With some of the essays, the story was outlined fully in his mind before he sat down to write. Others had a more exploratory nature. “That’s where you kind of go ‘I know I have a lot of feelings and thoughts about this, but I don’t know what they are exactly’, so I just started writing them. And in the process, which is why I think it’s kind of cathartic to do it, you kind shape the narrative for yourself, you figure out some things. And sometimes when you spot a pattern, you break it,” he laughs.
As this was his first time writing about himself, there was a lot of stuff waiting to come out, he reflects now.
“When it came out it felt like the full stop on a lot of things. Like, I felt better for a good bit after the mental health piece. It didn’t fix me,” he laughs. “But I felt better. And I felt more secure in my life after writing something else like the piece about kids. Because I had been kind of depressed about that, but by the time I was writing it I think I’d come to a good place. And writing it helped me realise I’d come to a good place.”
In the essay, Something Else, Patrick writes about the fact that himself and his wife, writer Anna Carey (both were nominated for An Post Irish Book Awards this week, Patrick for this essay collection, Anna for The Boldness of Betty) have not had children. He describes finding oneself off the map of what is expected, of being out of kilter with where all your peers are in life.

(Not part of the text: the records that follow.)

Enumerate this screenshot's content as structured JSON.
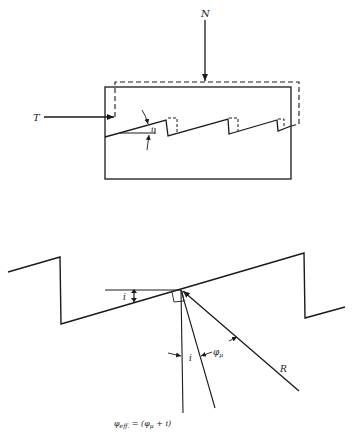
{
  "figure": {
    "top_diagram": {
      "name": "sawtooth-shear-block",
      "labels": {
        "normal_force": "N",
        "shear_force": "T",
        "asperity_angle": "i"
      }
    },
    "bottom_diagram": {
      "name": "asperity-force-resolution",
      "labels": {
        "asperity_angle": "i",
        "normal_offset_angle": "i",
        "friction_angle": "φ",
        "friction_angle_sub": "μ",
        "resultant": "R"
      },
      "equation": {
        "lhs_symbol": "φ",
        "lhs_sub": "eff.",
        "equals": " = (",
        "rhs_symbol": "φ",
        "rhs_sub": "μ",
        "rhs_tail": " + i)"
      }
    },
    "colors": {
      "ink": "#1a1a1a",
      "background": "#ffffff"
    }
  }
}
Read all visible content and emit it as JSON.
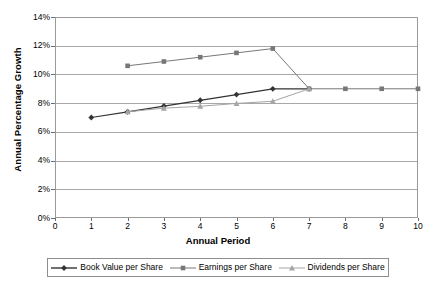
{
  "chart_data": {
    "type": "line",
    "title": "",
    "xlabel": "Annual Period",
    "ylabel": "Annual Percentage Growth",
    "xlim": [
      0,
      10
    ],
    "ylim": [
      0,
      0.14
    ],
    "grid": "horizontal",
    "legend_position": "bottom",
    "x_tick_labels": [
      "0",
      "1",
      "2",
      "3",
      "4",
      "5",
      "6",
      "7",
      "8",
      "9",
      "10"
    ],
    "x_tick_values": [
      0,
      1,
      2,
      3,
      4,
      5,
      6,
      7,
      8,
      9,
      10
    ],
    "y_tick_labels": [
      "0%",
      "2%",
      "4%",
      "6%",
      "8%",
      "10%",
      "12%",
      "14%"
    ],
    "y_tick_values": [
      0,
      0.02,
      0.04,
      0.06,
      0.08,
      0.1,
      0.12,
      0.14
    ],
    "series": [
      {
        "name": "Book Value per Share",
        "marker": "diamond",
        "color": "#333333",
        "x": [
          1,
          2,
          3,
          4,
          5,
          6,
          7
        ],
        "values": [
          0.07,
          0.074,
          0.078,
          0.082,
          0.086,
          0.09,
          0.09
        ]
      },
      {
        "name": "Earnings per Share",
        "marker": "square",
        "color": "#777777",
        "x": [
          2,
          3,
          4,
          5,
          6,
          7,
          8,
          9,
          10
        ],
        "values": [
          0.106,
          0.109,
          0.112,
          0.115,
          0.118,
          0.09,
          0.09,
          0.09,
          0.09
        ]
      },
      {
        "name": "Dividends per Share",
        "marker": "triangle",
        "color": "#a5a5a5",
        "x": [
          2,
          3,
          4,
          5,
          6,
          7
        ],
        "values": [
          0.074,
          0.0765,
          0.0778,
          0.0798,
          0.0813,
          0.09
        ]
      }
    ]
  },
  "legend": {
    "items": [
      {
        "label": "Book Value per Share",
        "marker": "diamond-marker",
        "color": "#333333"
      },
      {
        "label": "Earnings per Share",
        "marker": "square-marker",
        "color": "#777777"
      },
      {
        "label": "Dividends per Share",
        "marker": "triangle-marker",
        "color": "#a5a5a5"
      }
    ]
  },
  "axes": {
    "x_title": "Annual Period",
    "y_title": "Annual Percentage Growth"
  }
}
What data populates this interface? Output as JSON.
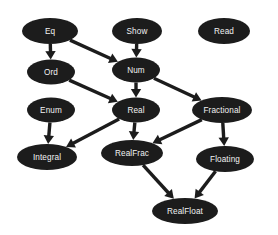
{
  "diagram": {
    "type": "directed-graph",
    "background_color": "#ffffff",
    "node_fill_color": "#1c1c1c",
    "node_text_color": "#f2f2f2",
    "edge_color": "#1c1c1c",
    "nodes": [
      {
        "id": "eq",
        "label": "Eq",
        "cx": 50,
        "cy": 31,
        "rx": 28,
        "ry": 13
      },
      {
        "id": "show",
        "label": "Show",
        "cx": 137,
        "cy": 31,
        "rx": 25,
        "ry": 13
      },
      {
        "id": "read",
        "label": "Read",
        "cx": 224,
        "cy": 31,
        "rx": 26,
        "ry": 13
      },
      {
        "id": "ord",
        "label": "Ord",
        "cx": 51,
        "cy": 72,
        "rx": 24,
        "ry": 12.5
      },
      {
        "id": "num",
        "label": "Num",
        "cx": 136,
        "cy": 70,
        "rx": 24,
        "ry": 12.5
      },
      {
        "id": "enum",
        "label": "Enum",
        "cx": 51,
        "cy": 110,
        "rx": 24,
        "ry": 12.5
      },
      {
        "id": "real",
        "label": "Real",
        "cx": 136,
        "cy": 110,
        "rx": 24,
        "ry": 12.5
      },
      {
        "id": "fractional",
        "label": "Fractional",
        "cx": 222,
        "cy": 110,
        "rx": 30,
        "ry": 13
      },
      {
        "id": "integral",
        "label": "Integral",
        "cx": 47,
        "cy": 157,
        "rx": 30,
        "ry": 13
      },
      {
        "id": "realfrac",
        "label": "RealFrac",
        "cx": 132,
        "cy": 153,
        "rx": 31,
        "ry": 13
      },
      {
        "id": "floating",
        "label": "Floating",
        "cx": 225,
        "cy": 159,
        "rx": 29,
        "ry": 13
      },
      {
        "id": "realfloat",
        "label": "RealFloat",
        "cx": 185,
        "cy": 211,
        "rx": 33,
        "ry": 13
      }
    ],
    "edges": [
      {
        "from": "eq",
        "to": "ord",
        "style": "vertical"
      },
      {
        "from": "eq",
        "to": "num",
        "style": "diagonal"
      },
      {
        "from": "show",
        "to": "num",
        "style": "vertical"
      },
      {
        "from": "ord",
        "to": "real",
        "style": "diagonal"
      },
      {
        "from": "num",
        "to": "real",
        "style": "vertical"
      },
      {
        "from": "num",
        "to": "fractional",
        "style": "diagonal"
      },
      {
        "from": "enum",
        "to": "integral",
        "style": "vertical"
      },
      {
        "from": "real",
        "to": "integral",
        "style": "diagonal"
      },
      {
        "from": "real",
        "to": "realfrac",
        "style": "vertical"
      },
      {
        "from": "fractional",
        "to": "realfrac",
        "style": "diagonal"
      },
      {
        "from": "fractional",
        "to": "floating",
        "style": "vertical"
      },
      {
        "from": "realfrac",
        "to": "realfloat",
        "style": "diagonal"
      },
      {
        "from": "floating",
        "to": "realfloat",
        "style": "diagonal"
      }
    ]
  }
}
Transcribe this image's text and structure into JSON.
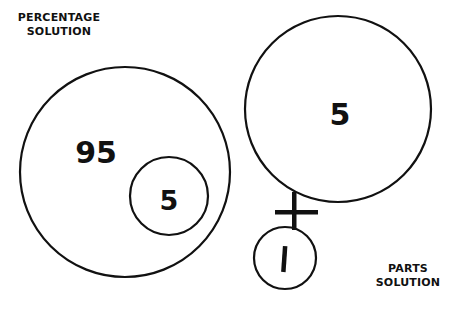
{
  "labels": {
    "percentage": [
      "PERCENTAGE",
      "SOLUTION"
    ],
    "parts": [
      "PARTS",
      "SOLUTION"
    ]
  },
  "percentage_diagram": {
    "outer_value": "95",
    "inner_value": "5"
  },
  "parts_diagram": {
    "top_value": "5",
    "operator": "+",
    "bottom_value": "1"
  },
  "colors": {
    "stroke": "#111111",
    "background": "#ffffff"
  }
}
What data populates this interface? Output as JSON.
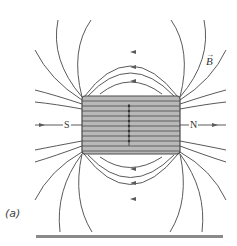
{
  "figure": {
    "caption": "(a)",
    "field_label": "B",
    "south_label": "S",
    "north_label": "N"
  },
  "colors": {
    "field_line": "#5a5a5a",
    "solenoid_fill": "#b8b8b8",
    "solenoid_stroke": "#4a4a4a"
  }
}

“It made me realise how non-individual we are, and I am. You think you’re making your own choices, and you’re not really. In loads of ways we go with the herd, for better and worse. It’s kind of important to be aware that we’re kind of herd animals. And that can be a really bad thing. And that’s not always a bad thing. It’s when you’re separated from the herd, not by your choice necessarily, that you start seeing that.”
He also identifies the moralising that often centres around having children, the notion that parenthood bestows a sort of moral superiority.
“Which is really annoying to people who don’t have kids,” he laughs now. “That idea, and I now find it hilarious, because it actually says something really bad about the person saying it, usually a man, ‘I never really cared about sad news stories until I had children’. And you kind of go ‘what sort of monster were you?’”
“And then there’s the other thing; ‘children stopped me from being selfish’. And I kind of go it actually makes people genetically very selfish. If children made you a better person, there probably wouldn’t be private education. Private education exists so that people can give their kids something better than ordinary kids. Which means that the children didn’t make them better, it made them worse,” he says, bursting again into laughter. “But that’s just me ranting; I think I put it more compassionately in my book.”
OK, Let’s Do Your Stupid Idea by Patrick Freyne, is published by Sandycove and is available nationwide, see this week’s issue for an extract.